This is indeed a stupid idiosyncrasy of mine, but I can't stand the way GNU AS uses to insert a comment. I am too accustomed to the Sun way (the same used in most UNIX assemblers), that uses a simple slash "/" to comment out the code till the end of the line.
Do you know of a way to accomplish my little whim?
GNU GAS docs
Under the "Machine Dependencies" section, go into each arch, and then into "Syntax" and "Chars".
This documents what the comments are for each arch.
x86
https://sourceware.org/binutils/docs-2.26/as/i386_002dChars.html#i386_002dChars
The presence of a '#' appearing anywhere on a line indicates the start of a comment that extends to the end of that line.
If a '#' appears as the first character of a line then the whole line is treated as a comment, but in this case the line can also be a logical line number directive (see Comments) or a preprocessor control command (see Preprocessing).
If the --divide command line option has not been specified then the '/' character appearing anywhere on a line also introduces a line comment.
However, I either I'm missing something, or there is a bug, since my tests don't match the documentation.
OK:
/ mycomment
# mycomment
nop # mycomment
Fail:
nop / mycomment
This suggests that /
only works if it is the first character.
And --divide
didn't make any difference.
arm
The presence of a '@' anywhere on a line indicates the start of a comment that extends to the end of that line.
If a '#' appears as the first character of a line then the whole line is treated as a comment, but in this case the line could also be a logical line number directive (see Comments) or a preprocessor control command (see Preprocessing).
My tests with arm-linux-gnuabihf-as
confirm what the documentation says.
OK:
# mycomment
@ mycomment
nop @ mycomment
Fail:
nop # mycomment
aarch64
https://sourceware.org/binutils/docs-2.26/as/AArch64_002dChars.html#AArch64_002dChars
The presence of a '//' on a line indicates the start of a comment that extends to the end of the current line.

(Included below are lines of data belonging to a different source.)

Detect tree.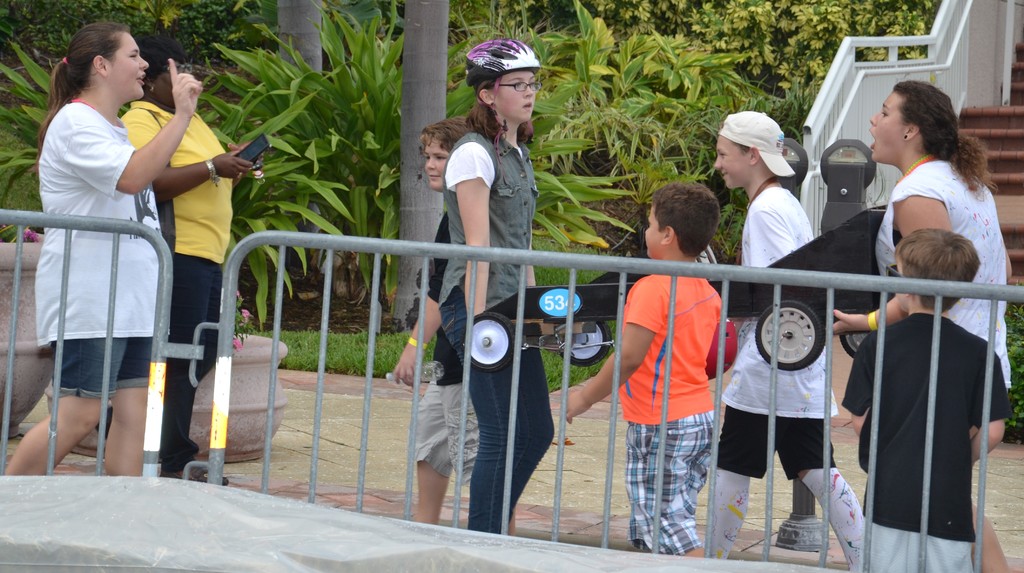
Detected at 387,0,449,330.
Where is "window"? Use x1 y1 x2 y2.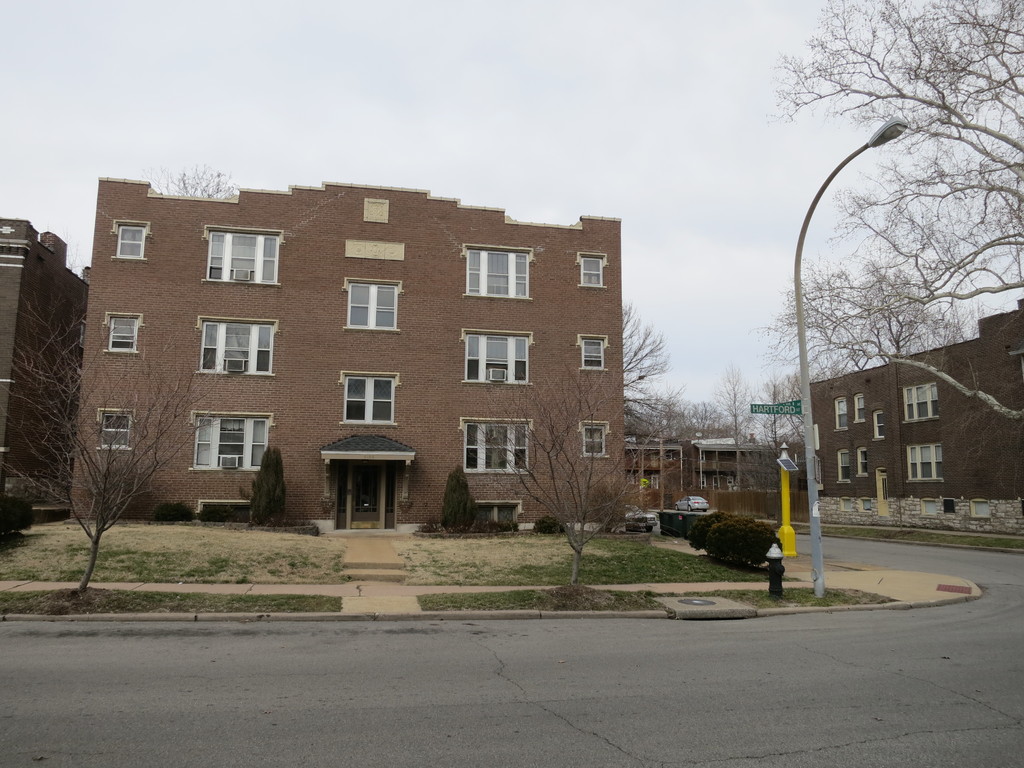
452 237 543 310.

If a `#' appears as the first character of a line, the whole line is treated as a comment.
Furthermore, this is also encouraged by the ARMv8-fb manual has at C1.2 "Structure of the A64 assembler language" itself:
In Example C1-1 on page C1-185, the sequence // is used as a comment leader and A64 assemblers are encouraged to accept this syntax.
My tests with aarch64-linux-gnuabihf-as
confirm what the documentation says.
OK:
// mycomment
# mycomment
nop // mycomment
Fail:
nop # mycomment
Personal recommendation
If you can choose, just always compile your assembly with gcc
or use the C preprocessor cpp
explicitly, and use C preprocessor comments:
/* mycomment */
because:
#
is bad as it could conflict with the #
preprocessor directivesTested on Ubuntu 16.04, Binutils 2.26.1.